When an edit view is displayed, its view model can either be injected with an existing Unit Of Work for batch operations or request a new one.  A new Unit Of Work has a new instance of the Entity Manager.  All view models that are required to handle a specific functional area will share this same UoW through injection.  When the view models work with various repositories, they provide a "non-saving interface" to their unit of work to remind me not to have my repositories fire any saves.  Only the view models, typically the parent one, will call Save on the Unit of Work or Abandon(Cancel/Abort/Change my Mind) any changes performed by rejecting the changes in the Entity Manager.  Since many View Models and repositories may have participated in that functional area, only the controlling view model knows the wishes of the user.
 
Second:
 
I was going through dry run of switching my PKs to Sequential Guids and I wasn't sure if there would be any performance issues with a structure like the following (assuming I switched everything over to a Guid if it could be created remotely in a disconnected state):
 
Account - Guid Pk
AccountAddress - Guid Pk, with a FK to Account (a Guid).  This table contains a global list of addresses for an account because a single address could be reused one or more times by one or more Locations (ie: branch locations share the same billing address (parent's physical address), or regional shipping address (warehouse), etc...)

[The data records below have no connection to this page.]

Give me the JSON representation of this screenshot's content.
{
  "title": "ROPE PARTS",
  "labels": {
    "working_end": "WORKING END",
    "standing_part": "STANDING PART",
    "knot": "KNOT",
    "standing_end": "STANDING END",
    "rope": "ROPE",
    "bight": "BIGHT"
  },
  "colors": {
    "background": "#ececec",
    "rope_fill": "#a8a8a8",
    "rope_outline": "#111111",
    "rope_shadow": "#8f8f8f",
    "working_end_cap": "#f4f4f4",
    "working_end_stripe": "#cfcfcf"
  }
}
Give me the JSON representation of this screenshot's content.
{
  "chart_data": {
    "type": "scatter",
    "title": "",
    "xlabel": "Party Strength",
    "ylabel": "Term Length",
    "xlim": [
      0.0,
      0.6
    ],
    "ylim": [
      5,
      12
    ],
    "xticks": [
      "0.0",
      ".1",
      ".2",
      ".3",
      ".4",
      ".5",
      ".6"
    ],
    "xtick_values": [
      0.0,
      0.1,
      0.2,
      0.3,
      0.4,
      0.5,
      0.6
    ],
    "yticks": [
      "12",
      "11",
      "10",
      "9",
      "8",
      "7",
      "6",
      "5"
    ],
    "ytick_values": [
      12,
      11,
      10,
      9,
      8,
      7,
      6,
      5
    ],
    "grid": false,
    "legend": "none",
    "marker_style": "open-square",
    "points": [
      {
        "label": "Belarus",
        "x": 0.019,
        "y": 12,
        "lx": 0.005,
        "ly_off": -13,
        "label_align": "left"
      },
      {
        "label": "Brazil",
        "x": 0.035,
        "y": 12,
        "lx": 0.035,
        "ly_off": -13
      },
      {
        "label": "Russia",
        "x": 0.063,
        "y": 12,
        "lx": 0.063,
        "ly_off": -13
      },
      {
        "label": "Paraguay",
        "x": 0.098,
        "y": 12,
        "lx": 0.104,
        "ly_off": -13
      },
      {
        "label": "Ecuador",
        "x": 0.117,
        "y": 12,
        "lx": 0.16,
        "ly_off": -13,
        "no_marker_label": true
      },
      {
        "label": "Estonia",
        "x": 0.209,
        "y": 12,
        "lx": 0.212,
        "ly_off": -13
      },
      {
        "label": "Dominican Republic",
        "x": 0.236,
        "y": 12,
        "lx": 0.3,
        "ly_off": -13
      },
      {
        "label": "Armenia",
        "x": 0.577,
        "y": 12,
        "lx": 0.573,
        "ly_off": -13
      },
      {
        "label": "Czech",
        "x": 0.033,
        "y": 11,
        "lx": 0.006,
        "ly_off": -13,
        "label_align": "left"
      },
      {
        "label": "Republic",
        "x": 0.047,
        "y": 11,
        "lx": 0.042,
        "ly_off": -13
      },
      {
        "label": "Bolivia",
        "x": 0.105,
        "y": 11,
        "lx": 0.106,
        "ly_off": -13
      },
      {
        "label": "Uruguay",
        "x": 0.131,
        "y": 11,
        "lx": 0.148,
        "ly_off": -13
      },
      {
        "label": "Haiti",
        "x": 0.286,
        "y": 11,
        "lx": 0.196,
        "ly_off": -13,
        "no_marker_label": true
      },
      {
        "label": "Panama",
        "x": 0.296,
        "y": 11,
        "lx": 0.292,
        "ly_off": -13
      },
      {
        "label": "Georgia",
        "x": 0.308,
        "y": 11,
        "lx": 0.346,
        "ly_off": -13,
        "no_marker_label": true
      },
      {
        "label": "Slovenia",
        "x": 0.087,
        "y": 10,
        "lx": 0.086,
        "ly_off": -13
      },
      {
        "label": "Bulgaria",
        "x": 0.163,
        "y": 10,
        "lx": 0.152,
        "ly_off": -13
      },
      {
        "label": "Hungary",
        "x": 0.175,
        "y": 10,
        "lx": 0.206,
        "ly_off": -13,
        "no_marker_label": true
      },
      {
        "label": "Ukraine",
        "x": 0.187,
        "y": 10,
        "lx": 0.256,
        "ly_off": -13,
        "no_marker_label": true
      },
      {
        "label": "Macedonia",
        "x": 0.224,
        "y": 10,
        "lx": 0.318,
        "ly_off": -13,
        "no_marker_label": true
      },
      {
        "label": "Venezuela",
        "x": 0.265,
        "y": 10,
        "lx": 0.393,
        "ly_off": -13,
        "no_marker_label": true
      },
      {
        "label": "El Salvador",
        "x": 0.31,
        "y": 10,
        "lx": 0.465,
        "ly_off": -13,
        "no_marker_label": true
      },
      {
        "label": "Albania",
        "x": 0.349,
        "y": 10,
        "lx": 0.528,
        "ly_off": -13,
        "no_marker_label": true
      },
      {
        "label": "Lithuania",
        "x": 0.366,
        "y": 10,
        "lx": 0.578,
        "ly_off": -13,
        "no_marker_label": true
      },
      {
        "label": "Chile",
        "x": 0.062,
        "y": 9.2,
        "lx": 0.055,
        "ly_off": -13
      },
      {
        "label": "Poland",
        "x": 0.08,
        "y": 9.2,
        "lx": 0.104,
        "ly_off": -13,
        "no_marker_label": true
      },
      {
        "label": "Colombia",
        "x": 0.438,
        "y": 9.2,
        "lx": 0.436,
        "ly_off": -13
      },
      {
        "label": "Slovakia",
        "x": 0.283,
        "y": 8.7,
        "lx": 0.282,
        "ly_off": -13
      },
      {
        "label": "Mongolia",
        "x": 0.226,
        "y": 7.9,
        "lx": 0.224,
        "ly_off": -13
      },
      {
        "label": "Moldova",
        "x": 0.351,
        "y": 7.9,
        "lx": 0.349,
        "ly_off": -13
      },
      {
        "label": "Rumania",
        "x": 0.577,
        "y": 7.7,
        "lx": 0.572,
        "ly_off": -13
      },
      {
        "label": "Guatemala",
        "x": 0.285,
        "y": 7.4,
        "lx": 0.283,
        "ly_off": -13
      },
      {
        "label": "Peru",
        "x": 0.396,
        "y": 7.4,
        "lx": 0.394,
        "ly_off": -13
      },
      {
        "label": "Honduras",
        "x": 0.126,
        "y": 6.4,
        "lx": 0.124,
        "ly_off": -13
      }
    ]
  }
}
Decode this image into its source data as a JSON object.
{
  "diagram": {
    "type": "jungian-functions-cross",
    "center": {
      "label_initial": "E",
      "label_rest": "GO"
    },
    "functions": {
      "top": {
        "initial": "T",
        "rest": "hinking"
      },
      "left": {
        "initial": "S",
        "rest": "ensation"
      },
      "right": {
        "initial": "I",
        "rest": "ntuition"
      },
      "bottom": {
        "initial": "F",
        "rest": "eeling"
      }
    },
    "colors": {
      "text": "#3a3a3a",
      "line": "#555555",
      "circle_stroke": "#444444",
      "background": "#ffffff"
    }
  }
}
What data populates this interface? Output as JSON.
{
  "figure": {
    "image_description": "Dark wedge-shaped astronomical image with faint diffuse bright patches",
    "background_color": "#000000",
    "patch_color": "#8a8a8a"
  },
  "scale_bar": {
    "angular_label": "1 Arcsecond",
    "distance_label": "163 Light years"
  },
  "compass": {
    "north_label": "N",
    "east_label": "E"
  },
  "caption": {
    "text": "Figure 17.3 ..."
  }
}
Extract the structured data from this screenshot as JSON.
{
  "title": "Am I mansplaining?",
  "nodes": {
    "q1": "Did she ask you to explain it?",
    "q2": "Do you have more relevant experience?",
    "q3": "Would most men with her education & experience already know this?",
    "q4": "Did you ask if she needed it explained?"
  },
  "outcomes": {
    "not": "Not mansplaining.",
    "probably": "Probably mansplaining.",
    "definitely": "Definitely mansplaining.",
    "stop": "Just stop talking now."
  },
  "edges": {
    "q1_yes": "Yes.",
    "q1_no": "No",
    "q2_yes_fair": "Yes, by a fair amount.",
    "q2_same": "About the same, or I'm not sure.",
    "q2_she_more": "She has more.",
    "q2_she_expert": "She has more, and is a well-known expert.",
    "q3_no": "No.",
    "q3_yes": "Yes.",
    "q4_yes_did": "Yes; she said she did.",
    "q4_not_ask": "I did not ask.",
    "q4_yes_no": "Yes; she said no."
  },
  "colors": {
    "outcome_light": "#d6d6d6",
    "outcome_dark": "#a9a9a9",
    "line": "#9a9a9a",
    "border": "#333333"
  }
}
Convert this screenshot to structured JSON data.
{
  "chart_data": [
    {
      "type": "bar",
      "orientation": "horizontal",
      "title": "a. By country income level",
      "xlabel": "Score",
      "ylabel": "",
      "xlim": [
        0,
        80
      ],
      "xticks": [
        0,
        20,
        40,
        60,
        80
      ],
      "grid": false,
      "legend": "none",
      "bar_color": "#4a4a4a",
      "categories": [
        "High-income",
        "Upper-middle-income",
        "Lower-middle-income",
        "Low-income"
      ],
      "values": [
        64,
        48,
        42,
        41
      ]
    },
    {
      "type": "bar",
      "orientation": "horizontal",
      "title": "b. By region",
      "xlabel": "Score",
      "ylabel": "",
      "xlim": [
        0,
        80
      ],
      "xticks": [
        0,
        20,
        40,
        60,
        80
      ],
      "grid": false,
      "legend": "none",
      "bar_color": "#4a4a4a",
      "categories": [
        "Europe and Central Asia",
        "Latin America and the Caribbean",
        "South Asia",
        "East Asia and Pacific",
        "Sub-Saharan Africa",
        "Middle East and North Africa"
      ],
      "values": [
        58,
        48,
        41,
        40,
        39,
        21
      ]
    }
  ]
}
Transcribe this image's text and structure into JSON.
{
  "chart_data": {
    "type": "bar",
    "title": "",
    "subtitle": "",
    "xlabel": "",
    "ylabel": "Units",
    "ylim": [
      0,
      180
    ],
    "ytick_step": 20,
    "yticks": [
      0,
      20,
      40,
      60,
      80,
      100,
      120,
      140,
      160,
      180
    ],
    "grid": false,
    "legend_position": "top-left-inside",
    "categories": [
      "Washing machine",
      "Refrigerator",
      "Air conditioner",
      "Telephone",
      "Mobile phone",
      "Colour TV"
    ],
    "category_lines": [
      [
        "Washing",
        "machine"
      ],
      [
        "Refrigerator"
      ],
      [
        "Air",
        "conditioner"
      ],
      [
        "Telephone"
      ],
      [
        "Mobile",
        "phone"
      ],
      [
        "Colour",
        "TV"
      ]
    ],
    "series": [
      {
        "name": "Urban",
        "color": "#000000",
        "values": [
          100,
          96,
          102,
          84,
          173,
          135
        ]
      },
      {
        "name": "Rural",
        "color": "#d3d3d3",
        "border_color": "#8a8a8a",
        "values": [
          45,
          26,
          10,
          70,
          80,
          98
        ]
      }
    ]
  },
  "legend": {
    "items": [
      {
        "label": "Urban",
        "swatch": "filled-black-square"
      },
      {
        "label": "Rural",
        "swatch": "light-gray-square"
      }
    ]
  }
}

AccountEquipment - Guid Pk, with a FK to Account (a Guid).
AccountLocation - Guid Pk, with a FK to Account (a Guid).
AccountLocationAddress - Guid Pk, with a FK to AccountLocation (a Guid), a FK to AccountAddress (another Guid), AddressTypeId (int).  (Ex: A single location may have a billing address, shipping address and physical address.  The billing address and shipping address may be the same one used by all the locations within a specific region while the physical addresses would each be different.)
 
Just looking at the AccountLocationAddress relationship table, there would be three Guid columns.  At a glance, without running a bunch of tests, it seems like there could be alot more overhead processing tables like this than three BigInt columns. 
 
It was just a pattern that I was noticing while I was testing the option of switching over to Guids.